Tanya Brodsky

An inevitable pitfall of explaining a joke is that it is rendered unfunny, flat, and unbearable in the process. One doesn’t have to go back to Freud’s Jokes and Their Relation to the Unconscious (1905) to know that there’s more at play in comedic speech than is immediately apparent. That comedy has not only psychological but social dimensions isn’t a particularly fresh insight, but it’s one that drives cultural hermeneutics nonetheless. Or, as Lauren Berlant and Sianne Ngai put it in their recent essay “Comedy Has Issues” in Critical Inquiry, “the funny is always tripping over the not funny, sometimes appearing identical to it.” Take, for example, the current fad for sad (white male) clowns: Louis C. K. and Marc Maron have long been two prominent bozos (with the former having very publicly fallen from grace in light of sexual harassment allegations).
The contemporary art world enters this discourse from the flanks. A common insult in criticism is to call an artwork a one-liner. Cheap laughs, potshotsthis is not the stuff contemporary art is made of. Yet many artworks are effectively just gags: Take, for example, Glenn Ligon’s untitled series of text paintings of Richard Pryor jokes begun in 1993; Deborah Kass’s riff on Andy Warhol, “The Jewish Jackies,” 1992, which replace the former first lady’s visage with that of Barbra Streisand’s; and Pippa Garner’s prop-heavy drawings and sculptures. These artists show that the one-liner works because it collapses within it several concerns at once.
Tanya Brodsky is in such vaunted company; she makes one-liner sculptures. That isn’t to say the work is vapid, superficial, or easily forgotten. Those who hurl “one-liner” as an insult consistently forget that such a joke is always part of a larger routine. Crafted from common materials (window bars and bed frames, mostly), Brodsky’s nine sculptures at Ochi Projects (all 2017) concertedly worked like a perfectly timed routine. Taken together, the sculpturesmost of which had been sandblasted and treated with a clear coatingprovided a droll encomium on the absurdities of daily life. Sex, security, and labor were by turns invoked.
Pathetic dependence was everything here. Brodsky’s sculptures were variously supplemented with deflated balloons (Party City), an errant polka-dotted sock (Roommate), and a bicycle kickstand (Great Supporter). In First Time, a metal headboard was turned upside down and attached to the wall, and two precisely measured beeswax candles were fitted into the upended tubes that would normally lock into the bed’s frame. A smile, an altar, a cumbersome sconcethis sculpture is promiscuously all of the above. In this way, Brodsky brought eros to bear on the more familiar pathos and bathos that anchor comedy’s most common entreaties to humanity’s . . . humanity. The central beating heart of Brodsky’s routine was the corner-mounted More Fucking Hoops, in which a crimson balloon was imprisoned between two semicircular metal footrests, one sandblasted to a grayish black, the other chromed. The balloon, whose breath-filled form was constrained by its context, had only to deflate a little in order to set itself free. This is More Fucking Hoops’s promise and threat. The comedy is both in the language of the title and in the tension of the sculptural situation.
Only one gripe: It was hard to imagine any of these sculptures standing alone. Thankfully, the gallery’s upstairs space helped bring the individual works together. The room’s plywood walls heightened the contingency of each sculpture’s elements, while the space’s modest size put the works into immediate and intimate dialogue.
As with Joan Rivers’s card catalogue of one-linersmore than a million jokes typed on index cards and arranged by subjectone gets the sense that Brodsky could expand her repertoire indefinitely. For although the artist’s subjects are the anxieties and pressures that come with the quotidian, her assemblages are effortless and intelligent without the hand-wringing that normally accompanies such topics. In fact, Brodsky goes one better: She allows her materials to be exactly what they are, and by placing them in novel situations and arrangements, she undoes and remakes the world, instead of just simply commenting on it.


» Exercise: An exact copy of the lines of the listing below between the "Image resolution: width=1307" line and the "pyautogui.click(x=<x>, y=<y>)" line, both included, is the whole answer; please omit the pictures.

» Exercise input:

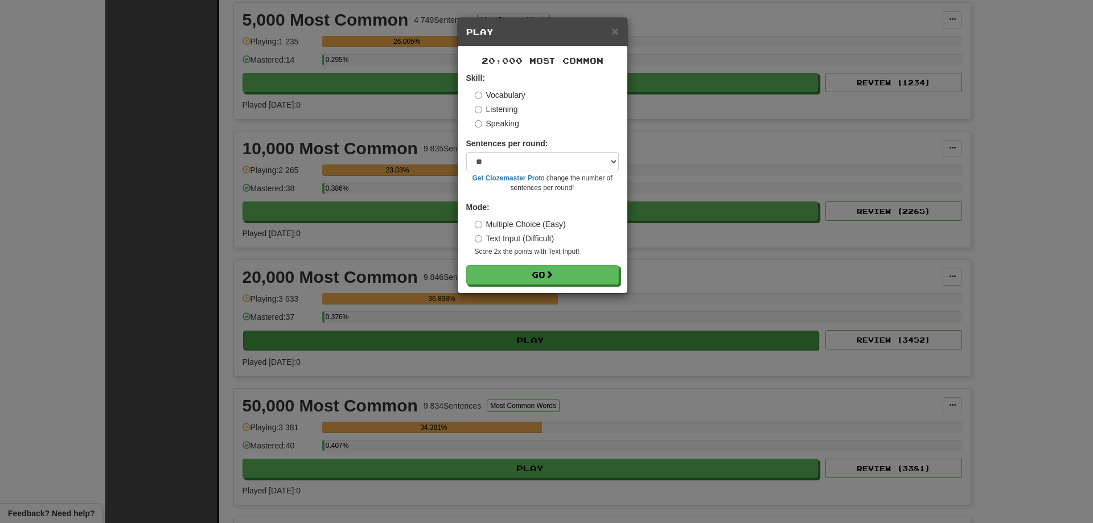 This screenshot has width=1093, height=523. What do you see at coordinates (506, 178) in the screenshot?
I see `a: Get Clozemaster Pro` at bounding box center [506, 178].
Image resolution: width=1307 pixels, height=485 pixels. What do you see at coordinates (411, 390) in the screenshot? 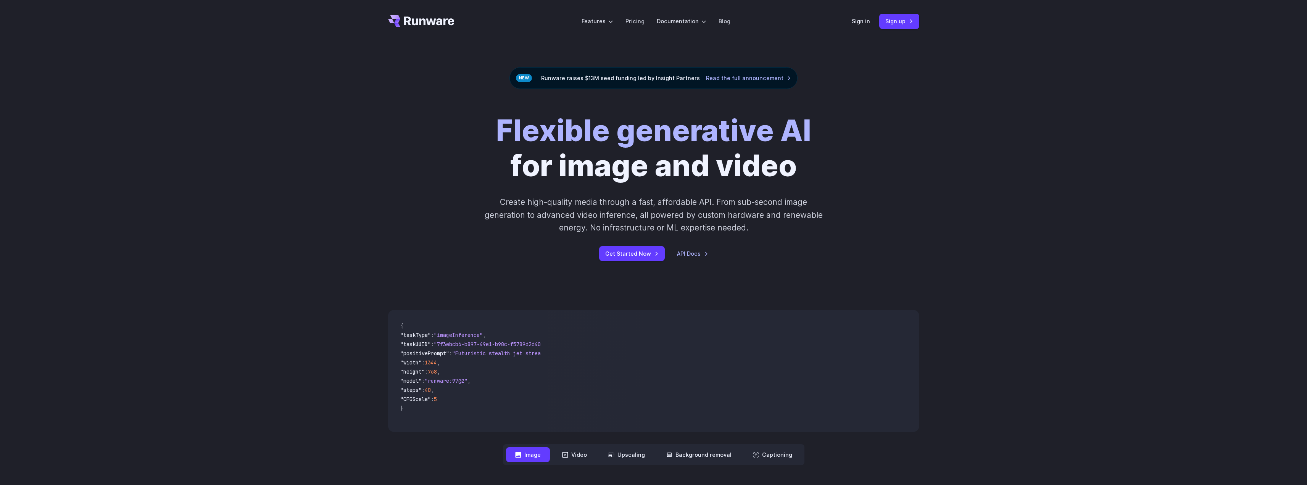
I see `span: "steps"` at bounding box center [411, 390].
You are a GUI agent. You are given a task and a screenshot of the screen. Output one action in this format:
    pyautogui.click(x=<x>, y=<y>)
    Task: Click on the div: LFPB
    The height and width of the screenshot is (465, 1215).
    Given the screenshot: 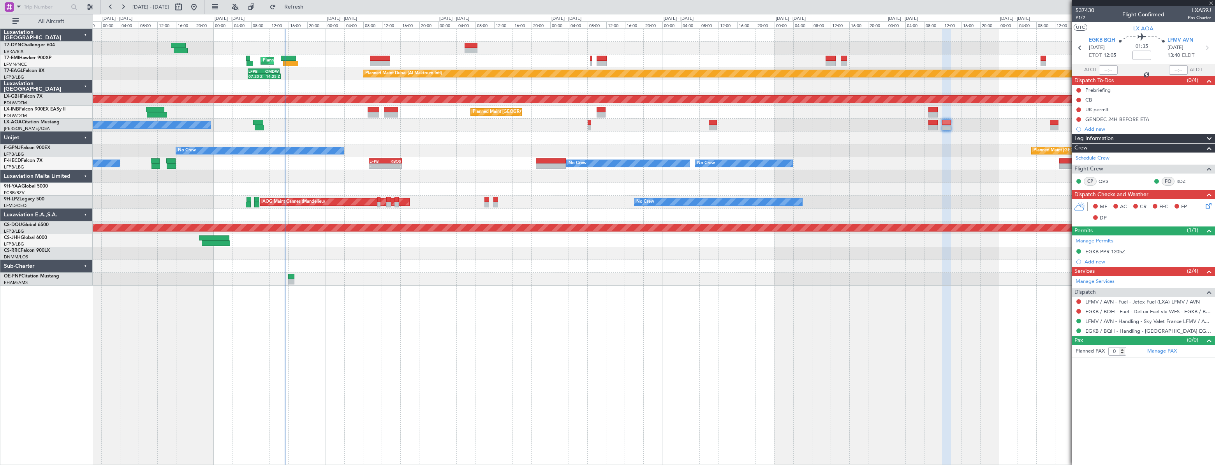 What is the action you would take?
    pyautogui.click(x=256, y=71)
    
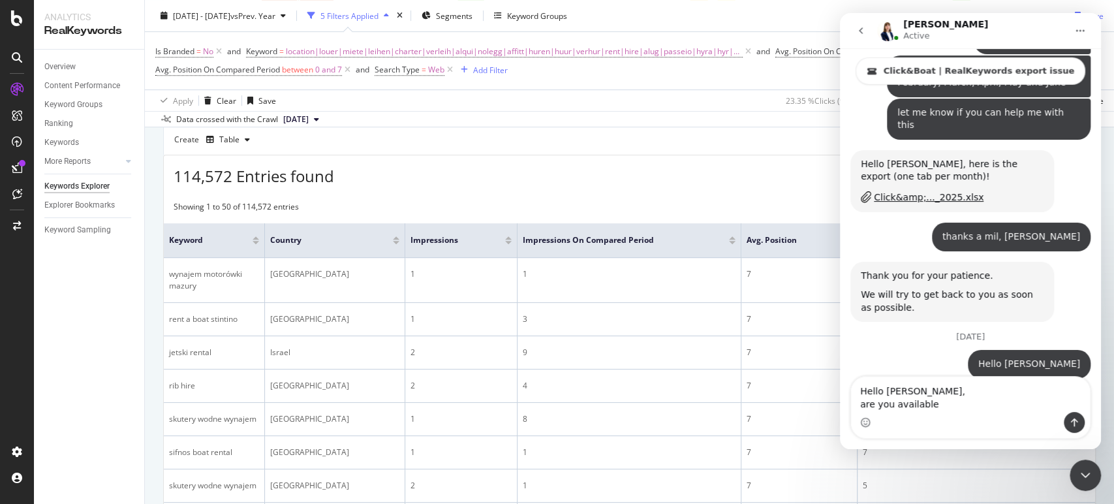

==

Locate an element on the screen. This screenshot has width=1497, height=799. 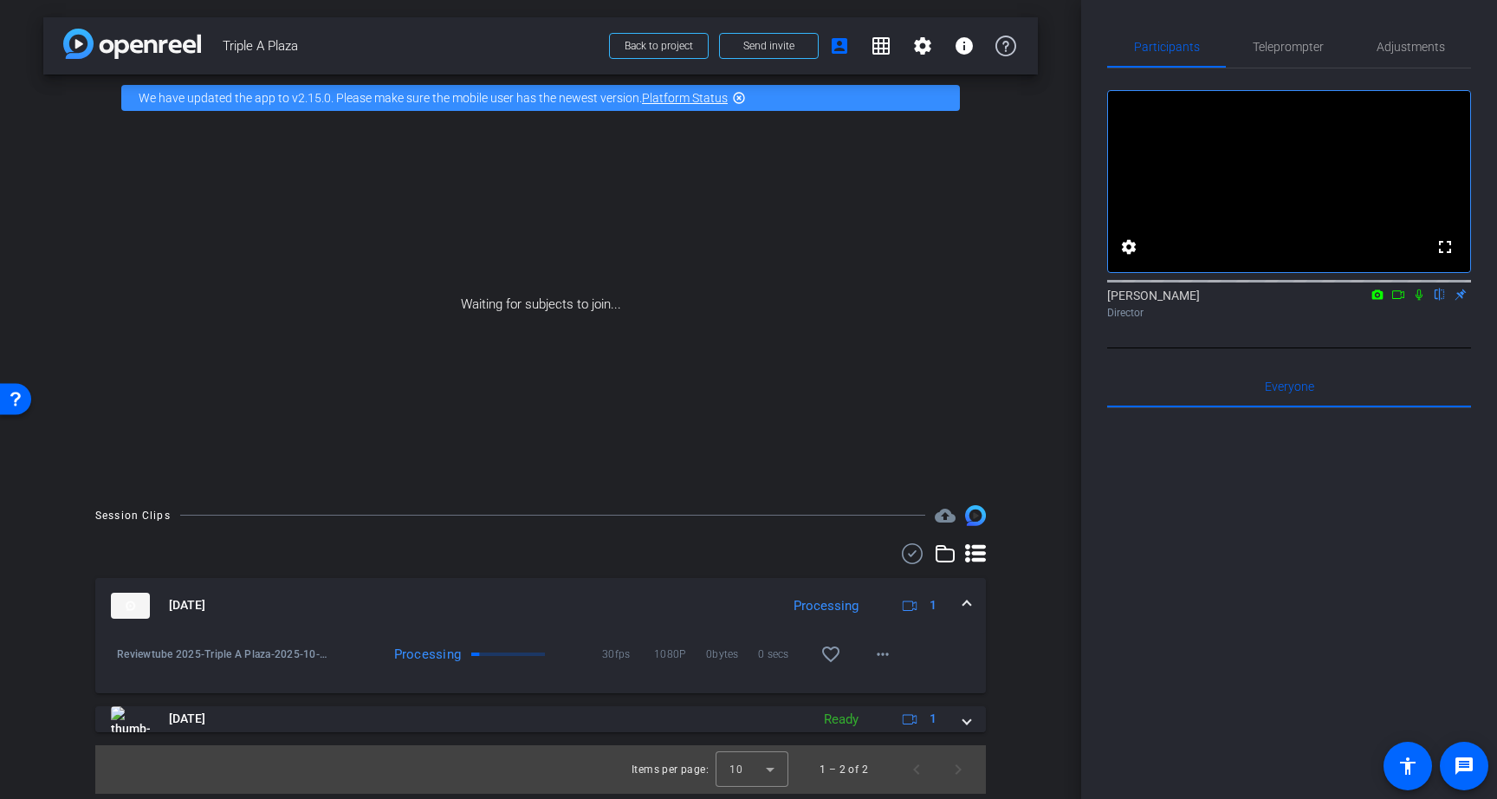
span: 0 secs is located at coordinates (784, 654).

» Worked solution:
Image resolution: width=1307 pixels, height=485 pixels. What do you see at coordinates (411, 390) in the screenshot? 
I see `span: "steps"` at bounding box center [411, 390].
You are a GUI agent. You are given a task and a screenshot of the screen. Output one action in this format:
    pyautogui.click(x=<x>, y=<y>)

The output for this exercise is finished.